▶ **WHAT IS EXPECTED**
Copy out the entries that follow exactly, leaving out the pictures.

(Measuring device reading data)
======

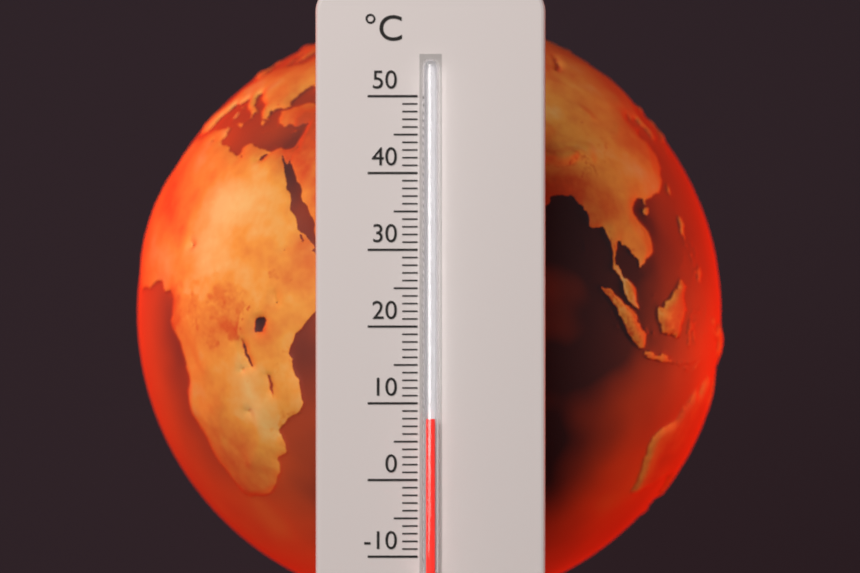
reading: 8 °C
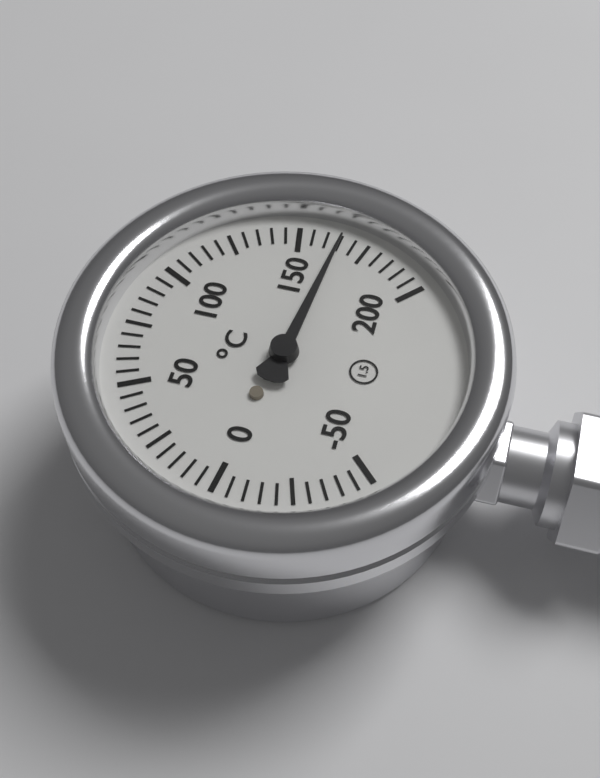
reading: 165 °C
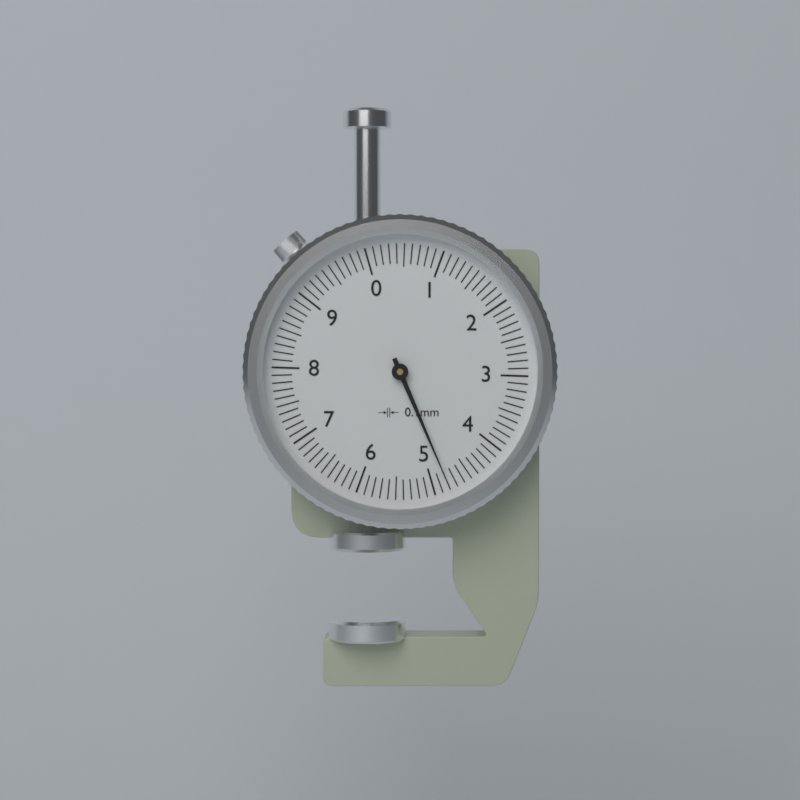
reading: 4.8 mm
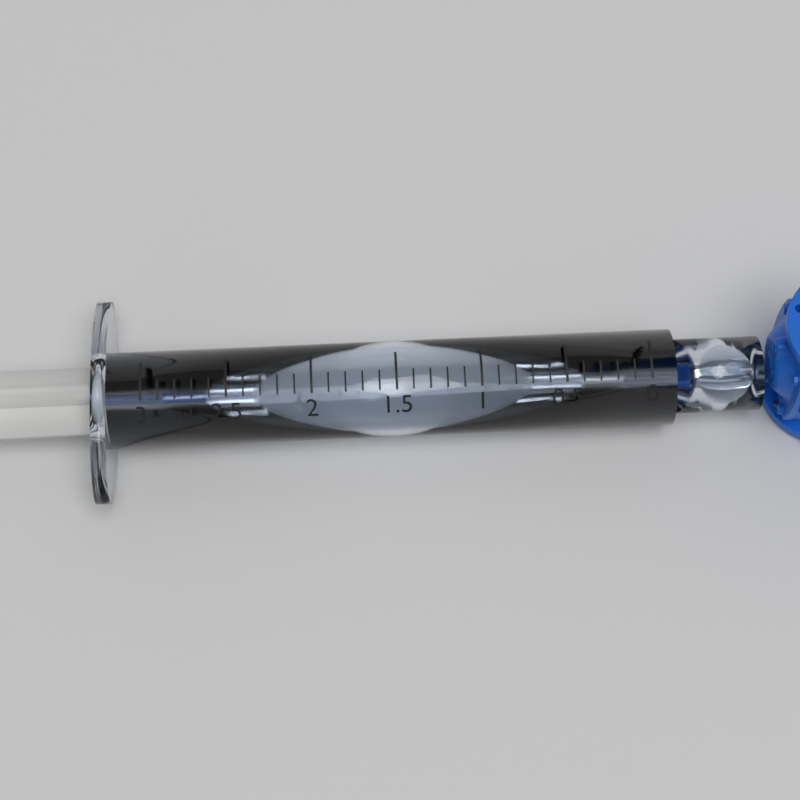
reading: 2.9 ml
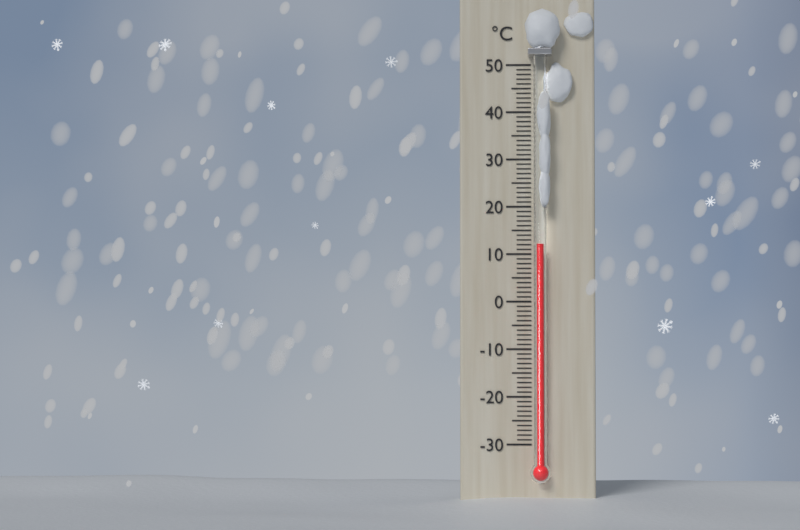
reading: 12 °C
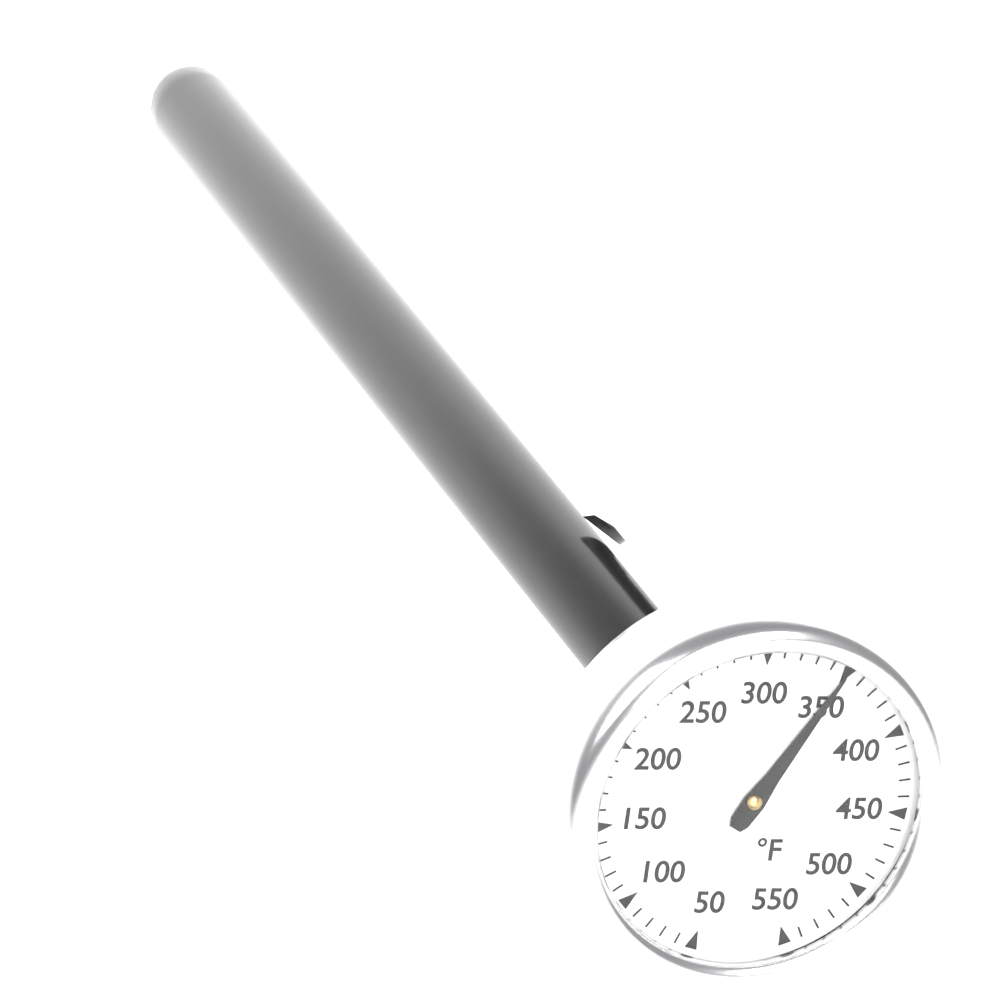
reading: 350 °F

======

▶ **WRITTEN SOLUTION**
reading: 8 °C
reading: 165 °C
reading: 4.8 mm
reading: 2.9 ml
reading: 12 °C
reading: 350 °F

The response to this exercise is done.